After that I asked if I could do an anthology of her short stories, as students were never given the time to read any of the two long novels that were in print. That was Beyond This Limit: Selected Shorter Fiction of Naomi Mitchison. These stories ranged from a story about one of the animal painters in ancient cave paintings, to the memoir of a woman who had been caring for her granddaughter when the ‘small’ atom bomb fell on her Highland village. We went on, writing, working together, looking for publishers. Richard Drew asked me to help her with a collection of older stories and poems, A Girl Must Live. I last saw her when Jenni Calder’s fine biography was launched, and I spoke about Lobsters on the Agenda, which I’d just done an Introduction for.

Then I was put in touch with Stuart Johnston the publisher, and we started the ‘Naomi Mitchison Library’. I am editor of the series, ably assisted by Dr Moira Burgess. I have contributed Introductions to a good number of volumes (See the Kennedy and Boyd website). This has made for a near fulltime task in my retirement: Mitchison’s range and interests are daunting, and her histories well researched. She constructs wonderfully credible settings, and investigates what it means to be human in all of them. She attacks forces which she considers hostile to humanity, and advocates loyalty, trust and good will to others. I have followed her through Athens and Sparta, and a life of Byzantine Anna Comnena, and a novel life of Cleopatra. I visited Botswana and eighteenth-century Gleneagles, explored other planets with a spacewoman and witnessed a civilisation all but destroyed by nuclear war trying to recover over centuries.

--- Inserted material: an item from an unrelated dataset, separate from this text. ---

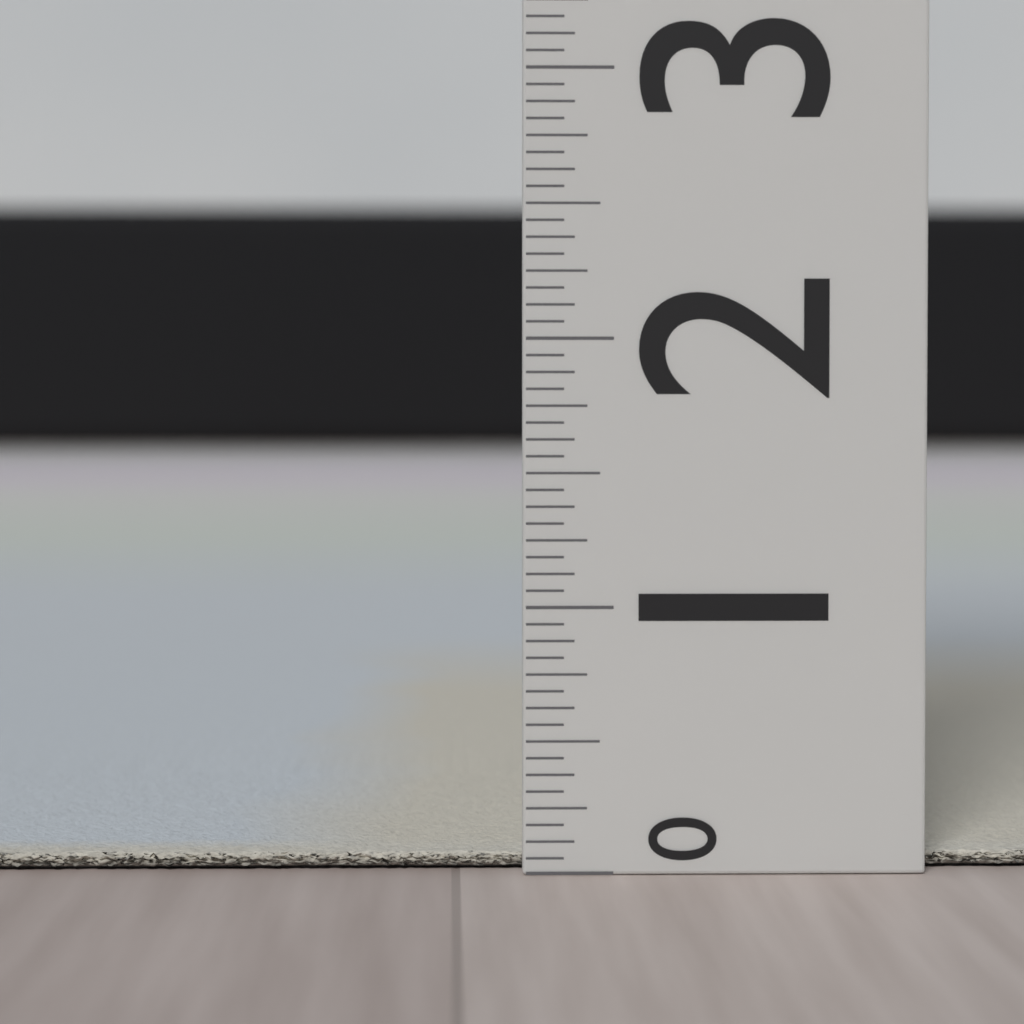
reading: 0.0625 (no unit)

Work on each of these has been an education in itself. We are by no means finished, but we are ready for the Mitchison renaissance!

This May it was 75 years since the Mitchisons first came to Carradale, and Carradale is celebrating with a ‘Noufest’. It welcomed a number of the family, and had concerts and ceilidhs, with new settings of some of her poems, and one literary session with her four most dedicated followers, Drs Moira Burgess and Donald Smith, biographer Jenni Calder and me. We did a ‘rehearsal’ at the National Library on May 2nd, and the whole community celebrated from May 10th to 12th in Carradale Village Hall, largely gifted to them by Dick and Naomi Mitchison.